Several concerns with a mind for statistical information have in the past so carefully compiled the effectiveness of their letters, but without regard to the product, that they have discovered an inordinately large number of things that cannot be done and extremely few things that can be done. This is the danger of placing too much faith in previous experience. One of these companies entirely discarded its records of what could not be done and started afresh. They found that several of the methods which they had previously used and discarded happened to do well under changed conditions and with different products.

If any large expenditure be contemplated then many tests should be made. The kind of envelope, the manner of addressing, the one cent as opposed to the two-cent stamp, the kind of letterhead, the comparative merits of printing, multigraphing, or electric typewriting, the length and composition of the letter, the effect of the return card, the effect of enclosing a stamped return card or a stamped return envelope, the method of signing, and so on, through each detail, must be tried out. No test is ever conclusive, but very little information of value is to be obtained by circularizing less than five hundred names. These names may be taken sectionally or at random. The sectional method is somewhat better, for then comparison of results in several sections may be made, and it may turn out that it would be well to phrase differently letters for different sections.

The returns on the letters are not of themselves conclusive. If one section responds and another does not, it is well to look into business conditions in the sections. It may be that in one section the people are working and that in another there is considerable unemployment. The main point about all of these statistics is to be sure that what one terms results are results, bearing in mind that it is the test and not what one thinks about a letter that counts.

It is distinctly harmful for any one to say that a letter should be long or short. It all depends on who is going to get the letter. The tendency in recent years has been toward the very long sales letter. This is because in a large number of cases the long letter has been singularly effective. However, the long letter can be overdone. It is the test that counts.

The exact purpose for which a letter is written is to be stated clearly before entering upon the composition. Very few letters will sell articles costing as much as fifty dollars unless perhaps the payments are on the installment plan. Many men of experience put the limit as low as five dollars. Others put it as high as one hundred dollars. It is safe to say that the effectiveness of a letter which is designed to achieve a sale decreases as the price of that which is offered for sale increases. Therefore, most of the letters written concerning more expensive articles are not intended to effect sales. They are designed to bring responses that will furnish leads for salesmen.

Other letters are more in the nature of announcements, by which it is hoped prospects may be brought into a store.

Where the article offered for sale is quite high in price, the letters sometimes may be very expensively prepared. On one occasion the late John H. Patterson, discovering that his salesmen could not get to the heads of several department stores, ordered some very fine leather portfolios. On each portfolio he had stamped the name of the man who was to receive it. They were gifts such as any one would welcome and which no one could possibly ignore. Inside each portfolio were contained a letter and a number of photographs showing exactly what he desired to have the agents demonstrate. Each gift cost about fifty dollars. He sent the portfolios with his compliments. The secretaries of the men that he wanted to interest could not possibly toss them away. They simply had to give them to their principals. My impression is that the entire expenditure ran to several thousand dollars, but as a result some two hundred thousand dollars in sales were effected, for in practically every case the photographs awakened an interest that led to an appointment with the salesman.

The following letters are intended to be suggestive. They cannot honestly be put forward as being more than that. They are all letters that have gained results under certain circumstances. That they will gain results under new and different circumstances is a matter on which no one can speak with any assurance. Every sales letter is a matter of cut and try. Some of these letters may produce results exactly as they stand. Others may better be used in combination.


Your instructions
Print the entries verbatim, leaving out the images they contain.

--- Records provided ---

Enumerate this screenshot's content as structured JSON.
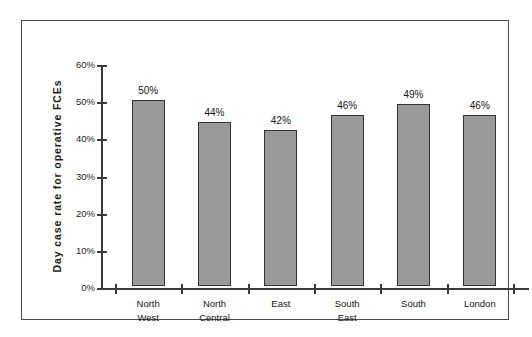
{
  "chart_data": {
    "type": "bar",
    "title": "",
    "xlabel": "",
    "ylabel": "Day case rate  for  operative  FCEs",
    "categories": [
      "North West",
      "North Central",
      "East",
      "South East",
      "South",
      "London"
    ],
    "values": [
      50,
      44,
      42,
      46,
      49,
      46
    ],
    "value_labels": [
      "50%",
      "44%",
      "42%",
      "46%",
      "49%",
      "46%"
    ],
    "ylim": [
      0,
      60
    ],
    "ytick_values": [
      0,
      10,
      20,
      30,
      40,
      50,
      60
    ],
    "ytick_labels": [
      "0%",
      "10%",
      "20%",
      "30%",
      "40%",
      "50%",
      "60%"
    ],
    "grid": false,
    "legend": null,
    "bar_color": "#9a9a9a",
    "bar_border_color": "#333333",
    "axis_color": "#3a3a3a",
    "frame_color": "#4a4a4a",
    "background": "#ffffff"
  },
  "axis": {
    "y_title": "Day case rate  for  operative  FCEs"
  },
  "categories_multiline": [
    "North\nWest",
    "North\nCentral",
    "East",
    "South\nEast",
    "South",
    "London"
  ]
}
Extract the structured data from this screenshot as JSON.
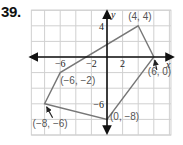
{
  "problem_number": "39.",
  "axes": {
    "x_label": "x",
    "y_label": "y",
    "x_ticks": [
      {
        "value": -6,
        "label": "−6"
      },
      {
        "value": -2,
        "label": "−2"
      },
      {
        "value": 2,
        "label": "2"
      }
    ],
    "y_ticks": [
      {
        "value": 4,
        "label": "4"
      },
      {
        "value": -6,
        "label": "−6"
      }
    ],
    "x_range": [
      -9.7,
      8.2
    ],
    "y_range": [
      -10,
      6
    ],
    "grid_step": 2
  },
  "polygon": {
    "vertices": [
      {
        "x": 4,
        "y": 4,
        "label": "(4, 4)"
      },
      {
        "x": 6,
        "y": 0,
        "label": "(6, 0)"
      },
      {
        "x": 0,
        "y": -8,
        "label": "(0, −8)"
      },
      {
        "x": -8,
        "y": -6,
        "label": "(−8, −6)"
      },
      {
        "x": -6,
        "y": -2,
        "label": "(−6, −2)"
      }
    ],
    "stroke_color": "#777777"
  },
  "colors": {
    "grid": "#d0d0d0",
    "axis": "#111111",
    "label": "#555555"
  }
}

---

Exercise answer
Enumerate this screenshot's content as structured JSON.
{
  "chart_data": {
    "type": "bar",
    "title": "",
    "xlabel": "",
    "ylabel": "Day case rate  for  operative  FCEs",
    "categories": [
      "North West",
      "North Central",
      "East",
      "South East",
      "South",
      "London"
    ],
    "values": [
      50,
      44,
      42,
      46,
      49,
      46
    ],
    "value_labels": [
      "50%",
      "44%",
      "42%",
      "46%",
      "49%",
      "46%"
    ],
    "ylim": [
      0,
      60
    ],
    "ytick_values": [
      0,
      10,
      20,
      30,
      40,
      50,
      60
    ],
    "ytick_labels": [
      "0%",
      "10%",
      "20%",
      "30%",
      "40%",
      "50%",
      "60%"
    ],
    "grid": false,
    "legend": null,
    "bar_color": "#9a9a9a",
    "bar_border_color": "#333333",
    "axis_color": "#3a3a3a",
    "frame_color": "#4a4a4a",
    "background": "#ffffff"
  },
  "axis": {
    "y_title": "Day case rate  for  operative  FCEs"
  },
  "categories_multiline": [
    "North\nWest",
    "North\nCentral",
    "East",
    "South\nEast",
    "South",
    "London"
  ]
}
Extract the structured data from this screenshot as JSON.
{
  "problem_number": "39.",
  "axes": {
    "x_label": "x",
    "y_label": "y",
    "x_ticks": [
      {
        "value": -6,
        "label": "−6"
      },
      {
        "value": -2,
        "label": "−2"
      },
      {
        "value": 2,
        "label": "2"
      }
    ],
    "y_ticks": [
      {
        "value": 4,
        "label": "4"
      },
      {
        "value": -6,
        "label": "−6"
      }
    ],
    "x_range": [
      -9.7,
      8.2
    ],
    "y_range": [
      -10,
      6
    ],
    "grid_step": 2
  },
  "polygon": {
    "vertices": [
      {
        "x": 4,
        "y": 4,
        "label": "(4, 4)"
      },
      {
        "x": 6,
        "y": 0,
        "label": "(6, 0)"
      },
      {
        "x": 0,
        "y": -8,
        "label": "(0, −8)"
      },
      {
        "x": -8,
        "y": -6,
        "label": "(−8, −6)"
      },
      {
        "x": -6,
        "y": -2,
        "label": "(−6, −2)"
      }
    ],
    "stroke_color": "#777777"
  },
  "colors": {
    "grid": "#d0d0d0",
    "axis": "#111111",
    "label": "#555555"
  }
}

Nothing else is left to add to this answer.